FORT WAYNE – It was bittersweet when Michele Norris walked through Fort Wayne International Airport on Monday afternoon.
The city plays a vital role in her family story, and she opens her book The Grace of Silence: A Memoir with a scene from the Summit City.
This is the last place that I saw my father alive, Norris said. I had to take a moment at the airport (Monday.) Its one of the first scenes in the book – saying goodbye to him.
Her father was visiting his brother in 1988 when doctors discovered an aggressive brain tumor. Norris rushed from Chicago and put her dad on a plane back to his hometown of Minneapolis. By the time Norris got there, her dad had died.
Norris, is on leave as a host of NPRs All Things Considered, was also a correspondent for ABC News and worked as a reporter for the Washington Post, Chicago Tribune and the Los Angeles Times.
Her book focuses on Americas discussions on race since the inauguration of President Obama, and she is part of IPFWs Omnibus lecture series.
More than 1,000 people attended the event Monday night inside Rhinehart Music Center that included a question-and-answer session after her speech.
Earlier Monday, Norris spoke with IPFW students about something she considers vital to her work as a journalist and author: the interview. Norris asked the students whether they had social media accounts with services such as Facebook and Twitter.
If you really want to meet with someone in a most meaningful way, you have to do so in more than 140 characters, she said referring to the amount of space one gets when writing on Twitter.
She then related this to her experience writing her book and talking to her family.
Those were hard interviews to do, she said. I had to respectfully wait people out until they were willing to tell their story. I realized something throughout the course of this that kept me going – people do want to tell their stories. Its how we leave a bit of us.
She also said she likes traveling around the country asking students about The Race Card Project where she asks people to write their thoughts about race in a six-word sentence. Norris said 1,000 cards would stay behind at IPFW for people to fill out and send back to her.
I wrote this book hoping it would spark a conversation, and it has led to this, Norris said of the project.
She recalled one of the cards she got back: Im privileged because I am white, it read.
If you just threw that out in a conversation it would kind of shut things down, Norris said. To speak someone elses truth is pretty powerful.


### [Task goal]
Only the lines with "Search" in them need to be copied from the listing.

Material for the task Block Start

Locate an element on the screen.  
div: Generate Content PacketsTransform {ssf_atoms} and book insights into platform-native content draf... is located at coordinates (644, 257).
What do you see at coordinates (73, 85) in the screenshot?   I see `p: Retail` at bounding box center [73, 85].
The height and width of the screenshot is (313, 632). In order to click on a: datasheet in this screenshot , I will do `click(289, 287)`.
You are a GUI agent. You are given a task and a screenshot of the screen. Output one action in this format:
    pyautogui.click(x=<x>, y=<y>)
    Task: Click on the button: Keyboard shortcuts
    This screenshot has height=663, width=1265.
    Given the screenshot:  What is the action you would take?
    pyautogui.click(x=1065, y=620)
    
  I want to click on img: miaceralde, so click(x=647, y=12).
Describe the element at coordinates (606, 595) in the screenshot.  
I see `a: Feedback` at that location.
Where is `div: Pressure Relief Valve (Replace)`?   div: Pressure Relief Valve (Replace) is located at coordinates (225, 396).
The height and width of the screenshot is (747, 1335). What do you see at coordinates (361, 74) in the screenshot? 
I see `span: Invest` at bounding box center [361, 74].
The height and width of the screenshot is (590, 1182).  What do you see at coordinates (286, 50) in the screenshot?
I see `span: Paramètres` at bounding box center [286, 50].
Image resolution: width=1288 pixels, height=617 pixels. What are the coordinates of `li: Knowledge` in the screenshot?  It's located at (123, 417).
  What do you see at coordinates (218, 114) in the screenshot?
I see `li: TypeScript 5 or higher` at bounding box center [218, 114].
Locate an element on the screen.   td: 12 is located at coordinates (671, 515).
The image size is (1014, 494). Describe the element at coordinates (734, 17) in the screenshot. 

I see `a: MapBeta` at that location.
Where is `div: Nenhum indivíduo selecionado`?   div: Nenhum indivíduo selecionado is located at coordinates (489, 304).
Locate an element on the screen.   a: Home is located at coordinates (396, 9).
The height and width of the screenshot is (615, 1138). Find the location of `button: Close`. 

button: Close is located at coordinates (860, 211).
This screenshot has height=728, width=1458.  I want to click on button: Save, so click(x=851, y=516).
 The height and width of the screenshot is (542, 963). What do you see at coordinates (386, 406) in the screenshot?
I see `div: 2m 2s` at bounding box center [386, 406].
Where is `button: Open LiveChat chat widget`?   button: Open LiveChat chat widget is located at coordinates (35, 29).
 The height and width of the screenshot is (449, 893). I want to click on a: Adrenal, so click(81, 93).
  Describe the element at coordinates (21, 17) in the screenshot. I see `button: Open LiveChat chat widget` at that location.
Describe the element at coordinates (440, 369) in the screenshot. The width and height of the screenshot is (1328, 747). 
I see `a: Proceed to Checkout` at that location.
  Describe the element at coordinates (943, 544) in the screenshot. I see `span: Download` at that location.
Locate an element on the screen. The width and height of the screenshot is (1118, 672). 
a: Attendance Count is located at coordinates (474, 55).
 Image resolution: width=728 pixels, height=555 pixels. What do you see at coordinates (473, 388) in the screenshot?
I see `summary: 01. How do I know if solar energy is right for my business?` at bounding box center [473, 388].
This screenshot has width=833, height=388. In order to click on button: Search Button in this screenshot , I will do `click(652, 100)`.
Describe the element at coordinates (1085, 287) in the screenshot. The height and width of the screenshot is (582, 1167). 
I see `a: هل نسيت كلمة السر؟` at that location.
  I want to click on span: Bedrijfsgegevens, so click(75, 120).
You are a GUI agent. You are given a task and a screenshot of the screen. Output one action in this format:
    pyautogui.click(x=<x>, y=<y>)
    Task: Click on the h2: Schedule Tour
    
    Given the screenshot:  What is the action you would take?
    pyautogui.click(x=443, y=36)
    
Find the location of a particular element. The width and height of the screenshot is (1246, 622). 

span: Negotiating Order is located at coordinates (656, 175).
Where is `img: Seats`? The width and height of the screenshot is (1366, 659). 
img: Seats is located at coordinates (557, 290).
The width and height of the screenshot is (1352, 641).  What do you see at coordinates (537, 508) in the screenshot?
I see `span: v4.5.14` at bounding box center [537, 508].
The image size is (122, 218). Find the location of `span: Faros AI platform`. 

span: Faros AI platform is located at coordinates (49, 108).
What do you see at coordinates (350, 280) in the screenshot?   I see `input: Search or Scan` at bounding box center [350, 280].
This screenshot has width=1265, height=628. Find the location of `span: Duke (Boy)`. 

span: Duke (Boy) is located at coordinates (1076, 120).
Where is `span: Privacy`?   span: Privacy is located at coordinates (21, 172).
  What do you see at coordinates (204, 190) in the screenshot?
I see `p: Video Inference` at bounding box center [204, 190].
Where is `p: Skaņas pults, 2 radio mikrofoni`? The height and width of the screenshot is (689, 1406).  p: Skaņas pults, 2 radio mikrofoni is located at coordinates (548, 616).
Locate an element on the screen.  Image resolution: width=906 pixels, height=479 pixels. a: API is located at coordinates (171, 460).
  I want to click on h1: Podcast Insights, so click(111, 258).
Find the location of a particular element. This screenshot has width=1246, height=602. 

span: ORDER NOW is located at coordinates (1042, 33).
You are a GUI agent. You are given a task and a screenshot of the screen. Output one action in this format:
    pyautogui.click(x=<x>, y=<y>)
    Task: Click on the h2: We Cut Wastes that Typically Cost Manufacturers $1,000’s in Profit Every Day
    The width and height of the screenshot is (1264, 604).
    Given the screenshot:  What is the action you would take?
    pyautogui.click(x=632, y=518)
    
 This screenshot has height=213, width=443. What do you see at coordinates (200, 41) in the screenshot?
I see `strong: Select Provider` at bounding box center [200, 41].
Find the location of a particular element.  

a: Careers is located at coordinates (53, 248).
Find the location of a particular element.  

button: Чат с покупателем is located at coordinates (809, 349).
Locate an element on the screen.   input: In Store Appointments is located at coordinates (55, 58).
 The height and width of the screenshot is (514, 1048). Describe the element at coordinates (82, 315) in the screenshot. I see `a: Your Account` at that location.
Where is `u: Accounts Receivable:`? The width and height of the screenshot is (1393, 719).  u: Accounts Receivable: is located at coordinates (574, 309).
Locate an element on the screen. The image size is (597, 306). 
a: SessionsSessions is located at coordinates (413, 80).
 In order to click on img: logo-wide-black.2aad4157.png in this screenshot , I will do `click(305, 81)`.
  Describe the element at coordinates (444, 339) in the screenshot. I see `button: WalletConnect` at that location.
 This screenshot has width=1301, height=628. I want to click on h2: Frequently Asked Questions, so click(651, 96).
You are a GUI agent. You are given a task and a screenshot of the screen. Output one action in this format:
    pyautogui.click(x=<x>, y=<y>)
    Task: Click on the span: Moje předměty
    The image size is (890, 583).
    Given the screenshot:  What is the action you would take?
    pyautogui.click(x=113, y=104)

Material for the task Block End

### [Exercise result]
This screenshot has width=833, height=388. In order to click on button: Search Button in this screenshot , I will do `click(652, 100)`.
What do you see at coordinates (350, 280) in the screenshot?   I see `input: Search or Scan` at bounding box center [350, 280].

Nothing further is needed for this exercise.